Pascal on Natural Revelation

In his Pensees Pascal describes his despair at what can be known about God through nature alone:

This is what I see and what troubles me. I look around in every direction and all I see is darkness. Nature has nothing to offer me that does not give rise to doubt and anxiety. If I saw no sign there of a Divinity I should decide on a negative solution: if I saw signs of a Creator everywhere I should peacefully settle down in the faith. But seeing too much to deny and not enough to affirm, I am in a pitiful state…

We are truly in a pitiful state if all we can know of the meaning of ‘life’ is what we discover through our senses. We look up at the great, majestic trees of the forest and feel that they must be the work of God but then recoil in horror when we watch the grim drama that unfolds on their branches when a parasite takes control of the mind of an ant and causes it, in the last moments of its life, to lock onto a leaf stem with its mandibles and become an incubator for the next generation of deadly fungus.
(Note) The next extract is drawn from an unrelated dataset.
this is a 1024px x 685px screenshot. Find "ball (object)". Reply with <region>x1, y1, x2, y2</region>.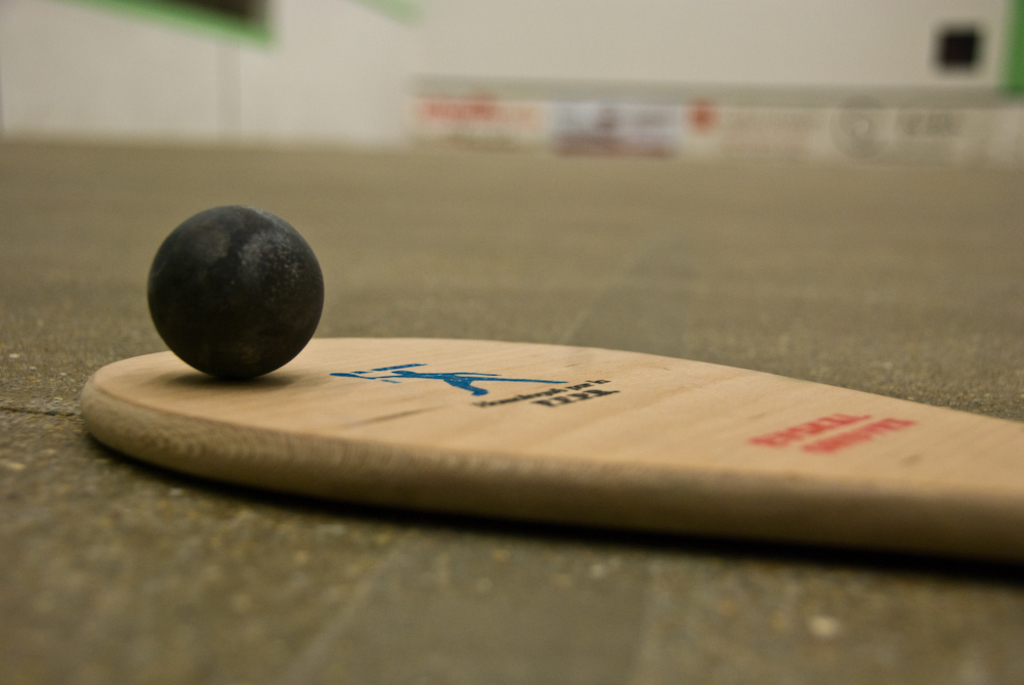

It would be better that God had not revealed himself to us at all than leave us alone with the light of nature… As Pascal put it,

“I have wished a hundred times over that, if there is a God supporting nature, she should unequivocally proclaim him, and that, if the signs in nature are deceptive, they should be completely erased; that nature should say all or nothing so that I could see what course I ought to follow. Instead of that, in the state in which I am, not knowing what I am nor what I ought to do, I know neither my condition nor my duty. My whole heart strains to know what the true good is in order to pursue it: no price would be too high to pay for eternity.”

So nature makes us thirsty but it doesn’t satisfy our thirst.